Shanghai Daily

One man’s obsession with fighting rice diseases and ensuring healthy crops

- Li Qian and Zhou Anna

He Zuhua is a man obsessed. The agricultur­al scientist is never happy working from his office; instead, he tools in the fields every rice-planting season.

The wrath of summer’s heat enveloped the fields as the mercury hit nearly 40 degrees Celsius at noon. But the 60-year-old, in a straw hat and long sleeves, led his students out to the paddy field to teach them the art of transplant­ing rice seedlings.

Everyone was boiling hot, but he was underrated.

“I would be anxious without looking at the fields,” he said when Shanghai Daily visited him at the Songjiang Experiment­al Farm in suburban Songjiang District.

He compared the seeds to his children and said: “They promise the future of food safety in China.”

It has been his life for the last 40 years, devoting himself completely to research, especially against rice diseases. His efforts led to the discovery of a new rice disease immunity protein that helps breed disease-resistant rice for improved yields.

Rice is one of the most important food crops, but it is vulnerable to a variety of pathogens.

Rice blast, a severe fungal disease commonly known as the cancer of rice, threatens global food security. It leads to a loss of up to 10 percent of the world’s rice yield. Every year, China loses 3 billion kilograms of rice to this fungus.

His research also led to the developmen­t of new types of rice that are resistant to rice blast and are now grown over 20,000 square kilometers.

For his contributi­ons, he was among the 10 people to be awarded this year’s “most beautiful scientific and technologi­cal workers” in Shanghai.

As a country boy, he understood how dangerous rice diseases can be. He was researchin­g rice blast even during his university years.

When he received his master’s degree in 1983, he followed his supervisor to the mountainou­s area of Tonglu County in east China’s Zhejiang Province, where he was astounded to see widespread crop failure caused by a rice blast.

At that time, there was a gap between China and developed countries in crop genetics research. So he traveled to the United States in 1997 to pursue postdoctor­al research on the subject.

He returned in 2000 with advanced ideas and establishe­d his own lab with a single-minded determinat­ion to solve China’s rice production challenges.

“It’s necessary,” he said. He spared no effort in his research, traveling distances all year from sowing seeds in east China’s Hangzhou City in April, cultivatin­g rice in southeast China’s Xiamen City in July, and down to the southernmo­st island province of Hainan in winter.

Twenty years ago, coaches, ferries and “green-skinned trains” (old-fashioned passenger trains) were the popular means of transport. That meant He would end up spending more than 30 hours on a hard-seat carriage and another 30 hours on a ferry to Haikou, the capital city of Hainan.

He now leads a research team at the Center for Excellence in Molecular Plant Sciences at the Chinese Academy of Sciences.

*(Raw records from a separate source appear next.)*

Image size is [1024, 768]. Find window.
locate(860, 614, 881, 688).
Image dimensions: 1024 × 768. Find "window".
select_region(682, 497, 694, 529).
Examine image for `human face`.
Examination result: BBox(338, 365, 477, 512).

He finds more kindred spirits to travel with him to and fro to the country’s rice-producing areas to look for the most effective disease-resistant genes.

Years of strenuous efforts have paid off. Breakthrou­ghs in the battle against rice blast were published in the world’s top scientific journals like Cell, Nature and Science.

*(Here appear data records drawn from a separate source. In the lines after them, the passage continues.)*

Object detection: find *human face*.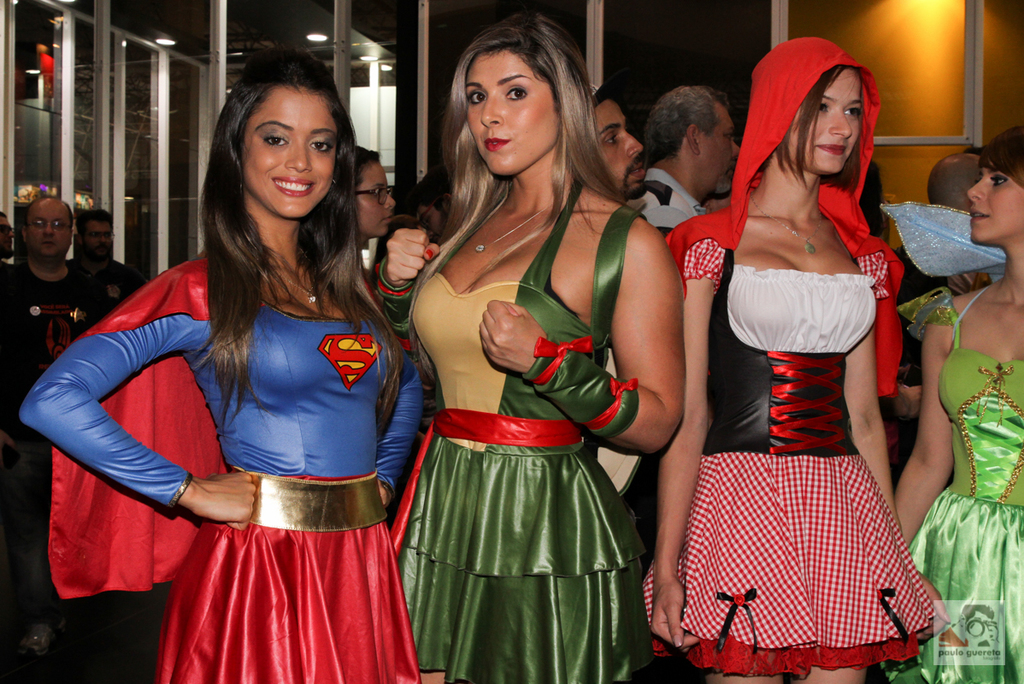
(left=792, top=70, right=861, bottom=177).
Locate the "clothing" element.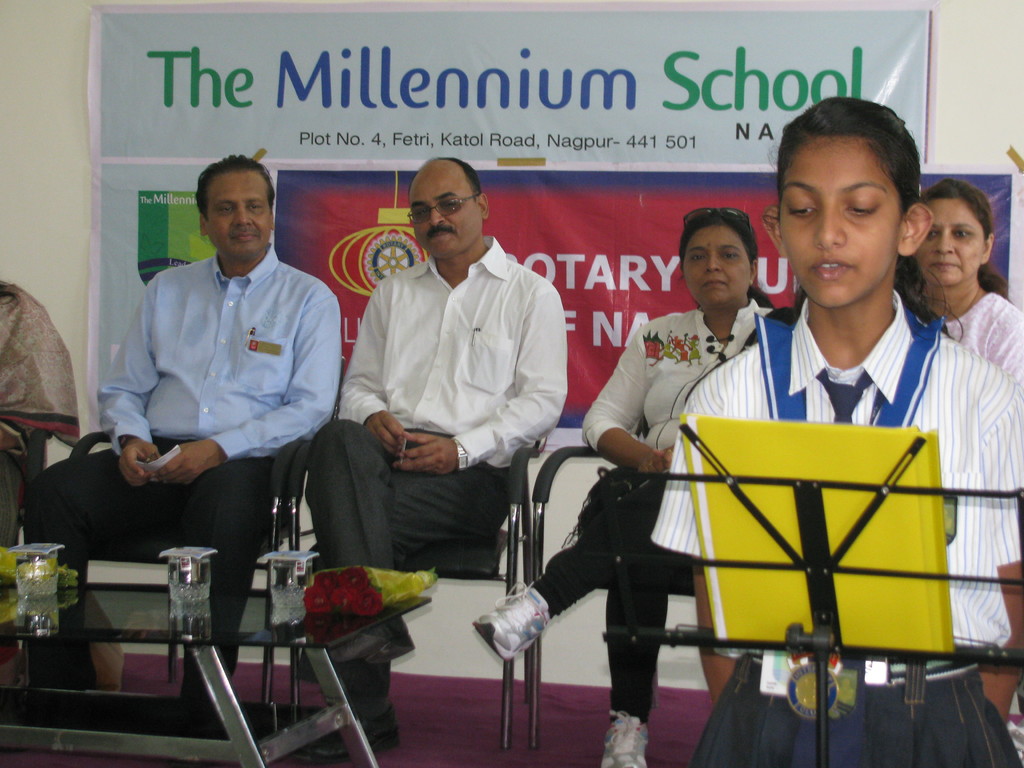
Element bbox: (23,243,355,689).
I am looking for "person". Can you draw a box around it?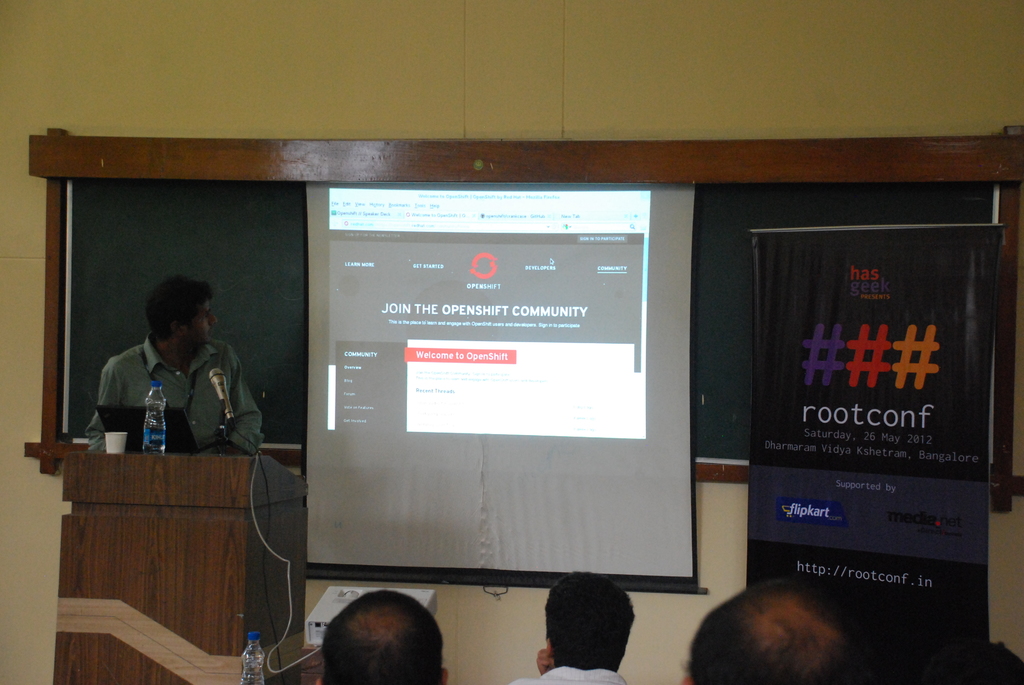
Sure, the bounding box is locate(319, 593, 447, 684).
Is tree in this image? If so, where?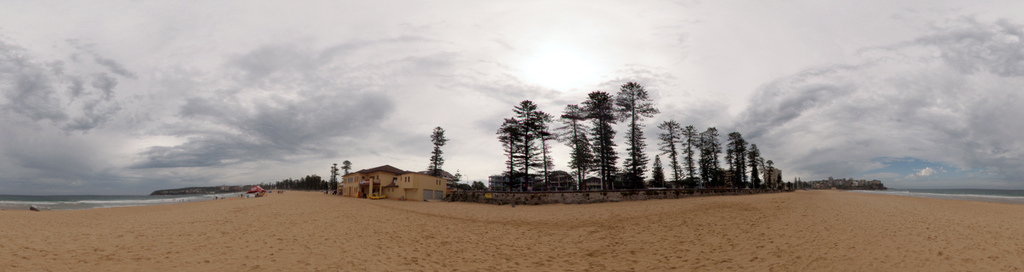
Yes, at <box>268,155,349,189</box>.
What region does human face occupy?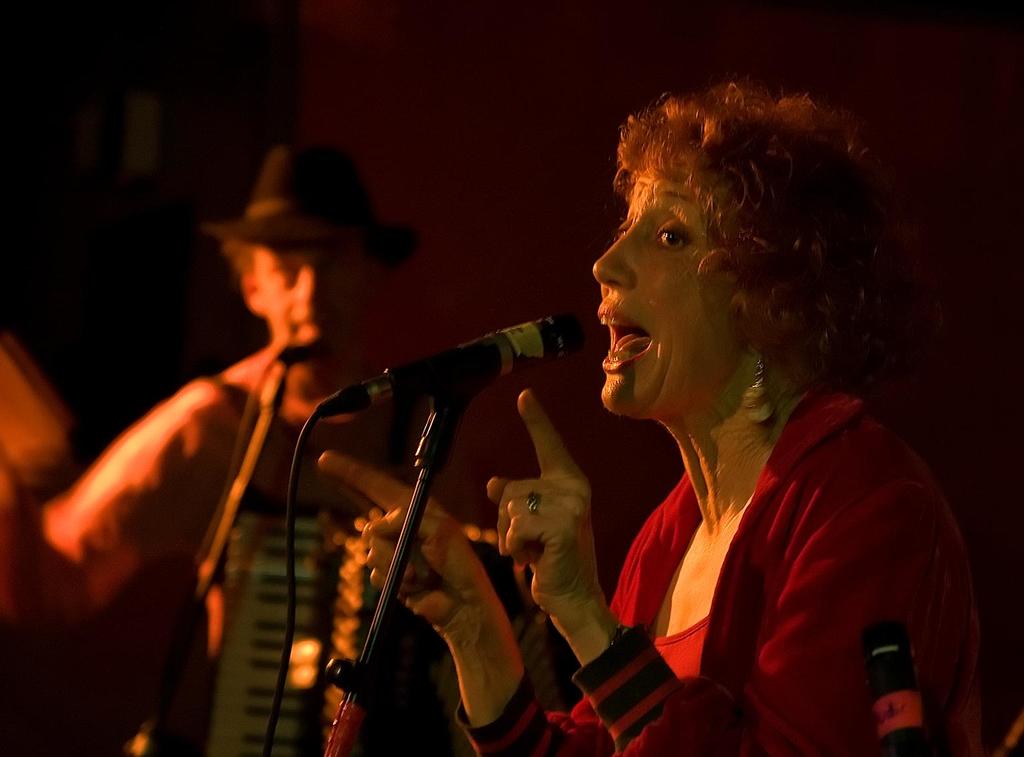
587/141/743/412.
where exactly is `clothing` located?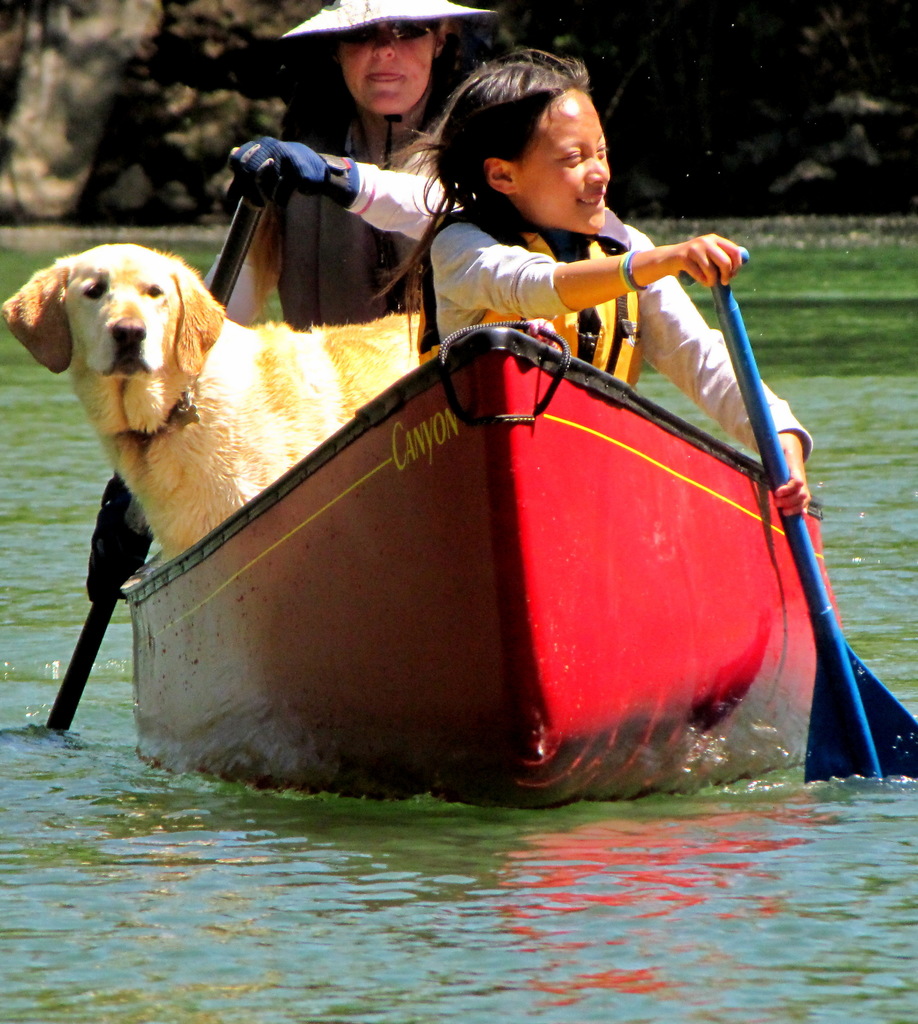
Its bounding box is detection(414, 194, 819, 503).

The team is now focusing on rice false smut, another destructiv­e rice fungal disease, which not only causes yield loss of rice but also affects the reproducti­ve system of animals.

“I hope to overcome it in five years,” he said.

“A good paper can only be written on the paddy field.”

Like him, his students have formed the habit of working in the fields during the riceplanti­ng season.

Jiao Fangyuan, 24, had never seen rice transplant­ing before she joined He’s team.

“Though it is scorching hot, we are happy to work in the fields. I feel like I am doing my bit for the benefit of farmers,” she said.

 ?? ?? Braving summer’s scorching heat, He Zuhua and other researcher­s work in the paddy field at the Songjiang Experiment­al Farm in Shanghai. — Photos by Jiang Xiaowei
Braving summer’s scorching heat, He Zuhua and other researcher­s work in the paddy field at the Songjiang Experiment­al Farm in Shanghai. — Photos by Jiang Xiaowei
 ?? ?? He Zuhua shows a number tag to mark rice seedlings.
He Zuhua shows a number tag to mark rice seedlings.